A picture is worth 1,000 words, even in an EHR: How U of Maryland Medical System's CIO approaches implementations

Joel Klein, MD, interim senior vice president and CIO at University of Maryland Medical System, has overseen various Epic EHR implementations, transitions and IT initiatives across the Baltimore-based health system.

Dr. Klein, an emergency medicine physician, joined UMMS in 2014 as head of IT product development. In 2017, he assumed the role of CIO and responsibility for UMMS initiatives related to Epic, applications, infrastructure and informatics.

Here, Dr. Klein discusses critical components of EHR customization and shares advice for hospitals looking to partake in the process.

Editor's note: Responses have been lightly edited for clarity and length. 

Question: What is one recent initiative you've taken to customize your EHR system?

Dr. Joel Klein: Within the EHR itself, we have made big investments in our physician builder program, which trains physicians and advance practice providers to customize the system on behalf of our entire provider base. This means learning all the EHR building tools and then pushing their envelopes to give providers as seamless an experience as possible.

Around the EHR, we have an advanced internal analytics development group which builds predictive models based on data from our EHR and other sources like weather, vehicle traffic patterns and claims data. We've done a good job pushing those model outputs back into our EHR so that front line staff can decide, for instance, whether the patient in front of them is more likely to get readmitted or how long this proposed surgery really will take or which of the dozens of patients in our hospital are at risk of deterioration.

Q: What advice do you have for other hospitals looking to implement an EHR customization?

JK: It's important to get the most out of the organization's investment. It's also critical to make users feel empowered and not completely controlled by the software. Users typically know what takes the most time. Giving them the ability to save shortcuts to decrease repetitive tasks goes a long way toward reducing burnout and improving employee satisfaction.

Q: How do you promote innovation among your team members?

JK: There are things every team member loves, and the trick is to figure those out and connect them back to the work of the organization. One of our best developers builds furniture and other artwork; we challenged him to take the same design aesthetic when making our software more usable through visual standards. Every EHR alert in our organization must have a picture associated with that message, so when a user sees it, they visually connect it to the support idea. With the visual, clinicians are more likely to read the alert and pay attention to the advice.
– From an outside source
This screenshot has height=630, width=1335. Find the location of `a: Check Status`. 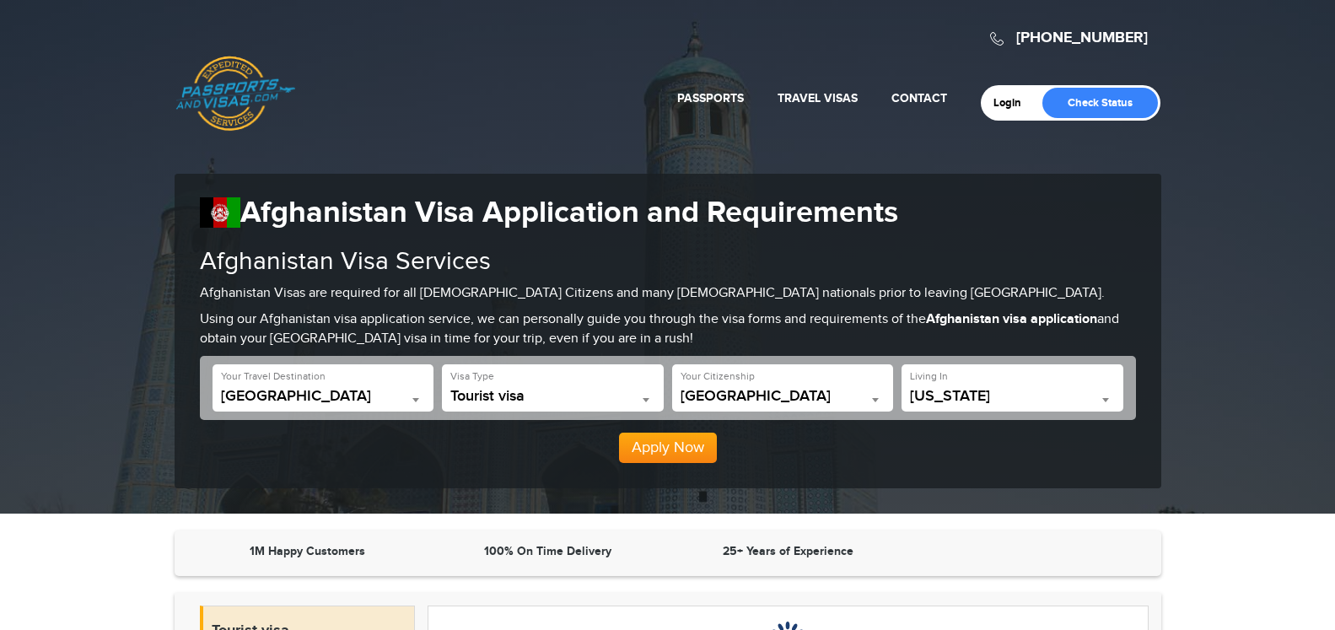

a: Check Status is located at coordinates (1100, 103).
Another data scientist was mostly doing reporting work about a decade ago when we got to talking about the predictive modeling contests he had enters for fun outside of work, well before machine learning or artificial intelligence were household phrases. That was the start of our data and analytics program.

Q: What has been one of your most memorable moments as CIO?

JK: One of my most memorable moments had to do with training. We had very functional training back then, and we have since moved more to role-based. We also didn't promote practice and shadow charting and other best practices to really get users comfortable with the system before the actual go live. I vividly remember coming down to the emergency room in one of our first implementations and the staff were really struggling. The waiting room was really filling up, and I realized we just had not prepared the providers nor the nurses nor the front desk staff adequately for the transition. It got better in the next few days, but I have never forgotten how important a good training and readiness experience is to a successful transition of any type.